None of this is to suggest that these places are without problems, of course, or that war is impossible. But given the rapid increase in world population and number of countries (the League of Nations had 63 members at its peak between the wars, while the United Nations currently has 193), a pure extrapolation of historical trends might lead one to expect a great deal more warfare than there currently is. This unprecedented, exponential systemic growth has not resulted in the Malthusian clashes for resources that so many foresaw. States have found ways to cooperate even when faced with growing populations and diminishing resources, and there is no reason to believe that this will change in the future.
Despite a few minor wars and not-so-minor terrorist attacks, it seems clear that more citizens of the twenty-first century—both in terms of raw numbers and as a percentage of the overall global population—will lead mundane, peaceful lives than in any that came before, bothered perhaps by quiet desperation but not by the violence of war. That bears repeating: Today a far greater percentage of the world’s population lives in peace than at any time before in history, which is a non-trivial, curiously underreported statistic. By any reasonable measure, the world is living in a golden age of peace and security, even if it may not always appear to be so.
Is this trend part of a permanent change, or are we merely experiencing the latest of many respites between cataclysms? That answer depends greatly on the explanation for the current age of stability, which is the subject of a robust academic debate. But it is worth noting that history contains precious few examples of the return of institutions deemed by society to be outmoded, barbaric and/or futile. In other words, normative evolution is typically unidirectional. Few would argue, for instance, that either slavery or dueling is likely to reappear in this century. As long as science, technology and economics do not take unprecedented steps backward, major war is unlikely to return, and minor wars will continue to be rare as weak states imitate the behavior of the strong.

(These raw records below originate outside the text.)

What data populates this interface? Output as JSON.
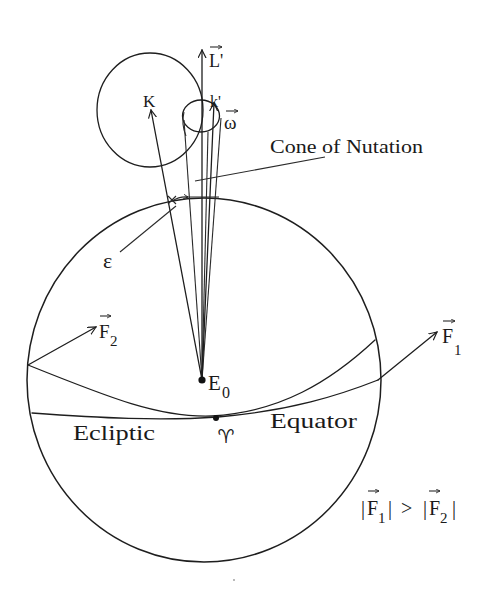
{
  "diagram": {
    "type": "physics-illustration",
    "topic": "Precession and nutation of the Earth's rotation axis"
  },
  "colors": {
    "background": "#ffffff",
    "line": "#1e1e1e",
    "text": "#1a1a1a"
  },
  "labels": {
    "L_prime": "L'",
    "K": "K",
    "k_prime": "k'",
    "omega": "ω",
    "cone_of_nutation": "Cone of Nutation",
    "epsilon": "ε",
    "F2": {
      "base": "F",
      "sub": "2"
    },
    "F1": {
      "base": "F",
      "sub": "1"
    },
    "E0": {
      "base": "E",
      "sub": "0"
    },
    "ecliptic": "Ecliptic",
    "equator": "Equator",
    "vernal_equinox": "♈",
    "inequality": {
      "bar1": "|",
      "F_a": "F",
      "sub_a": "1",
      "bar2": "|",
      "relation": ">",
      "bar3": "|",
      "F_b": "F",
      "sub_b": "2",
      "bar4": "|"
    }
  },
  "vectors": [
    {
      "name": "L'",
      "vector": true
    },
    {
      "name": "ω",
      "vector": true
    },
    {
      "name": "F1",
      "vector": true
    },
    {
      "name": "F2",
      "vector": true
    },
    {
      "name": "K",
      "vector": false
    },
    {
      "name": "k'",
      "vector": false
    }
  ],
  "relations": [
    {
      "from": "E0",
      "to": "L'",
      "kind": "arrow"
    },
    {
      "from": "E0",
      "to": "K",
      "kind": "arrow"
    },
    {
      "from": "E0",
      "to": "ω",
      "kind": "arrow"
    },
    {
      "from": "cone_of_nutation",
      "to": "cone",
      "kind": "pointer"
    },
    {
      "from": "ε",
      "to": "obliquity-angle",
      "kind": "pointer"
    },
    {
      "from": "ecliptic-left",
      "to": "F2",
      "kind": "arrow"
    },
    {
      "from": "equator-right",
      "to": "F1",
      "kind": "arrow"
    }
  ]
}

While the future is unknowable, there is for the first time good reason to believe that the future will be far more peaceful than the past.
“Between the happening of a historical process and its recognition by rulers,” wrote historian Barbara Tuchman, “a lag stretches, full of pitfalls.” While the current era may be full of pitfalls of various kinds, perhaps we can take solace in the knowledge that ours is not a particularly dangerous world, no matter how conventional is the wisdom to the contrary.